I should also say that I think exam technique is somewhat overrated. Students who are truly fluent in the concepts can generally apply them in exam situations without much trouble. The ones who struggle in exams are usually the ones who haven't quite mastered the underlying material. So rather than spending hours learning "exam tricks," spend that time getting genuinely comfortable with the maths.

The role of a tutor — and the importance of independent work

I'm a tutor, so I would say this, but I do think there's a lot of value in having someone to keep you on track, clear obstacles, and make sure you're practising the right things in the right way. A good tutor provides structure, accountability, and expert guidance.

I always tell parents: a tutor is part of a broader strategy, not a substitute for independent work. The danger is that a student thinks "I've got a tutor — that's maths taken care of." It isn't. An hour a week with a tutor is helpful, but it won't transform your grades on its own.

My rule of thumb is this: don't have more than one hour a week with a tutor until the student is doing at least two hours of independent practice on top. I've written more about this in my guide on how many tutoring sessions you actually need per week. That one session a week keeps them accountable, clears the roadblocks, and ensures the quality of their independent practice. But it's the independent practice that actually builds fluency. If you want practical tips on what that independent work should look like, have a read of my guide on making the most of your maths lessons.

Think of it like learning to drive. Your instructor can teach you the skills and guide your practice — but you won't pass your test unless you put in the hours behind the wheel yourself (although I would recommend doing all of your driving practice with someone qualified sat next to you!)

Practical tips to take away

If I could sum up everything I've learned about GCSE maths revision in a few key points, it would be these:

  • Build a routine and protect it. Consistency beats intensity, every time.
  • Start at the beginning of your textbook. Work through it in order. Don't skip the "easy" bits.
  • Use the rule of thirds to make sure you're working at the right level.
  • Save past papers for the final stretch. They're a testing tool, not a learning tool.
  • Don't rely on a tutor alone. Independent practice is where the real learning happens.
  • Be patient with yourself.
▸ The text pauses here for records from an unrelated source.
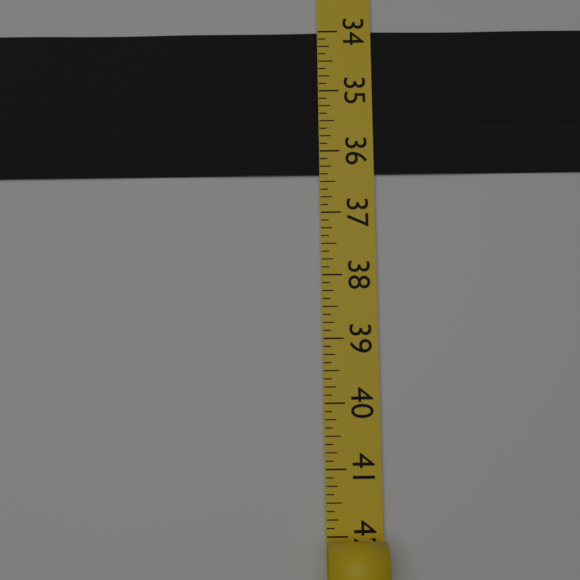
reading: 36.375 (no unit)
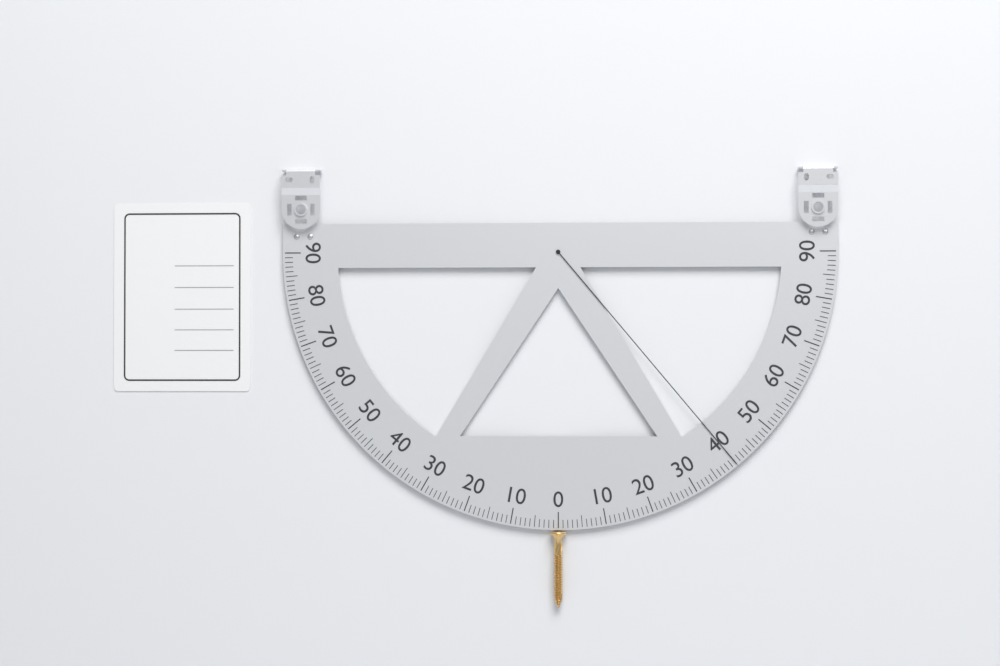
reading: 40 (no unit)
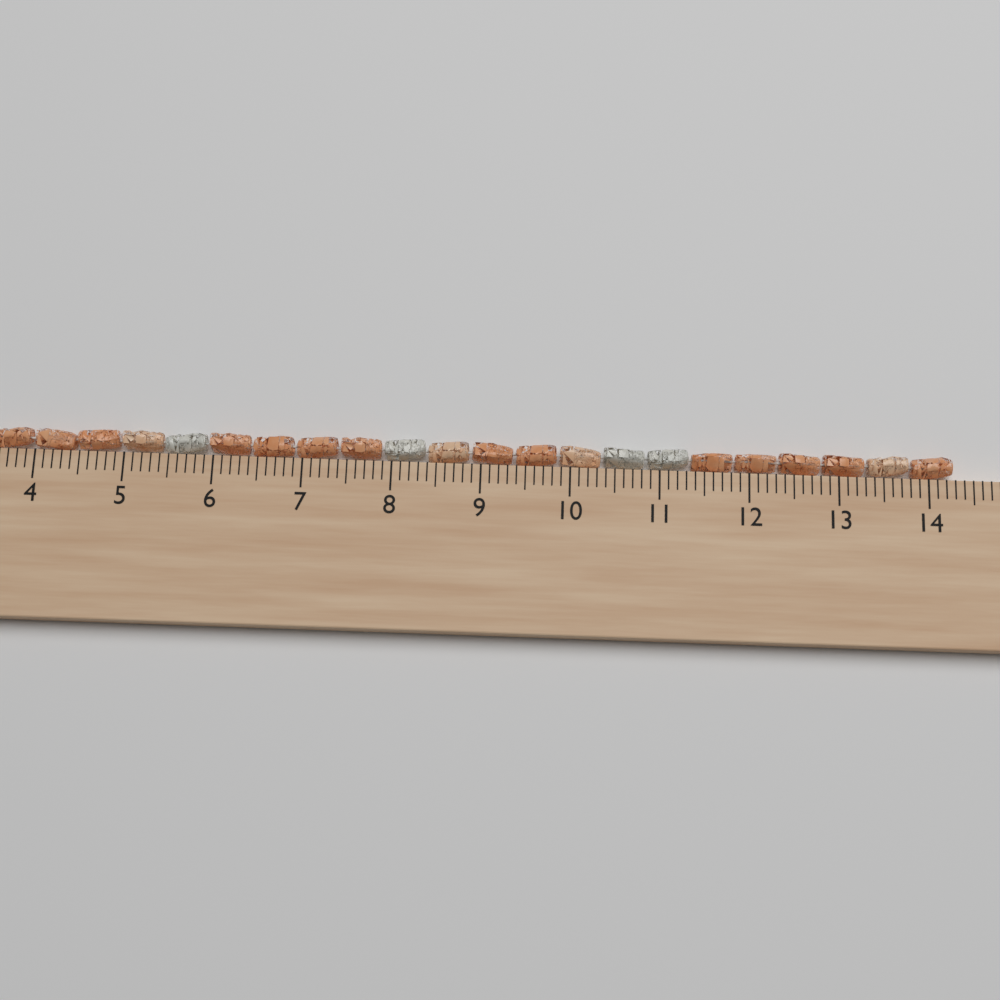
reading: 14.3 cm
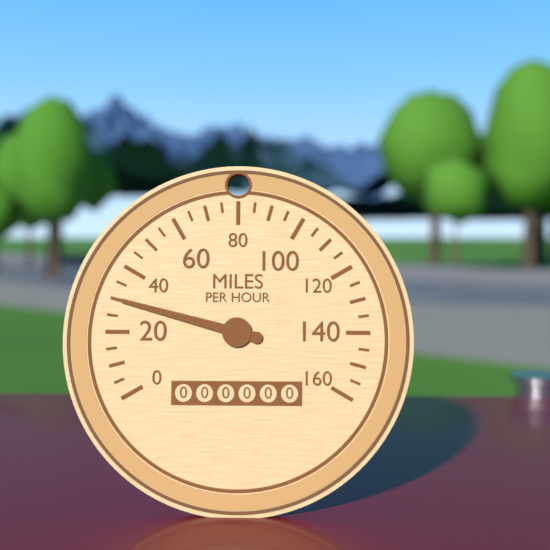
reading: 30 mph
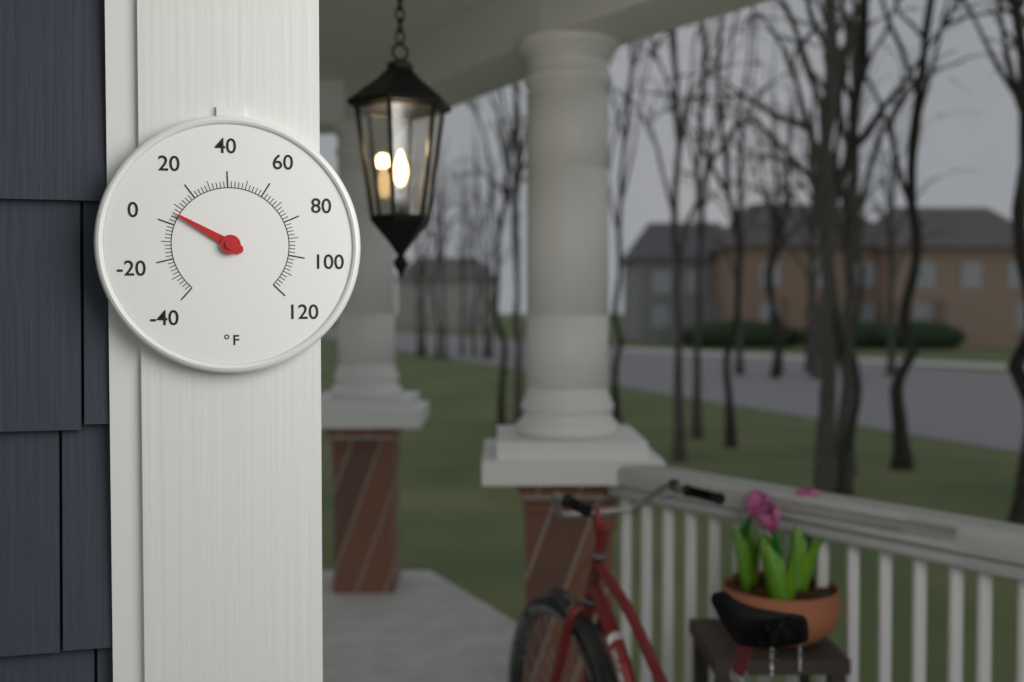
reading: 6 °F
Maths fluency is like fitness — it builds gradually, and the early stages can feel slow. That's normal.

The students I've seen make the biggest improvements aren't the ones who stumbled across some important insight. They're the ones who slowed down, got the basics right, and put in the work consistently over time. I've written detailed guides for each target grade, from Grade 4 through to Grade 9, if you want advice tailored to a specific goal. 

Ready to get started?

If you'd like some guidance on building a revision plan, or you'd like to explore whether tutoring might help, have a look at my GCSE Maths tutoring page for more on how I work. I offer a free 30-minute introductory session where we can chat about your goals and put a plan together. I'm very happy to share advice and resources with parents and students, with absolutely no obligation to work together.